Today's guest blog is by Anna Krieg, an undergraduate researcher in Sara Brownell’s Biology Education Research Lab. She is a senior Barrett honors student who is pursuing an honors thesis that examines student academic self-concept in physiology.


Learning student names is often promoted as a good teaching practice. Although learning student names has been linked to positive course evaluations and positive impacts on the students themselves, such as increased student participation and even student learning, there have been no studies specifically looking at the impact of learning student names. Researchers from Arizona State University have set out to fill this gap and explore the impact of this instructional practice.

Do students even care?

In short, yes. 85% of students thought that instructors using student names was important in a large class. Nine specific reasons as to why this was the case were identified that could fall into three broad categories: an instructor knowing a student’s name affected students’ attitudes about the course (e.g. students feel more valued), it affected their self-reported behavior in the class (e.g. students feel more comfortable getting help), and it affected their perception of the course or the instructor (e.g. students feel the instructor cares about them).


Learning student names is often promoted as a ‘best practice’ for small classes in high school and college. However, instructors of large college classes often assume that it is too hard to learn student names because there are just too many students. In fact, few students typically perceive that instructors know their names in large classes, but the class where this study was done was different. The majority of students in this particular class perceived that the instructor knew their name. A heartening finding of this study, however, was that the instructor did not have to memorize every single student name for students to perceive their name as known. In this class, half of the students correctly perceived that their name was known, but an additional 28% perceived that their name was known even though their name was not actually known by an instructor. If a student perceives their name to be known, even if it is not actually known, they presumably reap some or all of the positive benefits listed above.

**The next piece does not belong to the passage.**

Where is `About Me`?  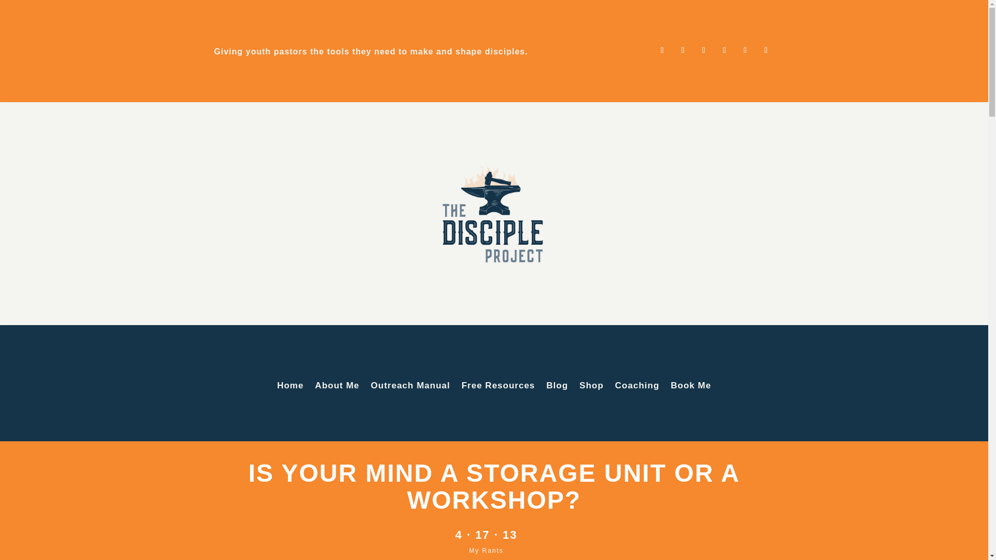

How can instructor use student names
without knowing their names?

The primary way in which students perceived that their names were learned by the instructor during class was through the use of name tents, folded pieces of card stock with a student’s name written in black sharpie. The name tents were introduced at the beginning of the semester as a way for the instructors to learn student names and each subsequent class the students were reminded to take out the name tent and put it on their desk. Interestingly, as the semester progressed, students seemed to forget that the name tents were even on their desks; they just assumed the instructor knew their name!


In interviews that were conducted after the conclusion of the class, students were asked about the name tents. Students perceived that the name tents were used by the instructor to learn their name and that the name tents helped build that relationship. Somewhat surprisingly, however, name tents were also used by students to refer to each other by name. The name tents helped foster community among students as well as between instructor and student and could be a good practice to implement even in smaller classes where an instructor might be able to memorize the seating chart in order to build classroom community. Students said that the name tents even helped them to find study partners.


Lastly, we found that some students did resist using the name tents until they realized the benefits of having their name known. During interviews, students expressed how they were unsure of the point of name tents at the beginning, but it did not take long for students to realize that they liked having their name known and being able to refer to others by their names. So it took some persistence of the instructor to get over the initial resistance of students, but the students appreciated the name tents by the end of the course.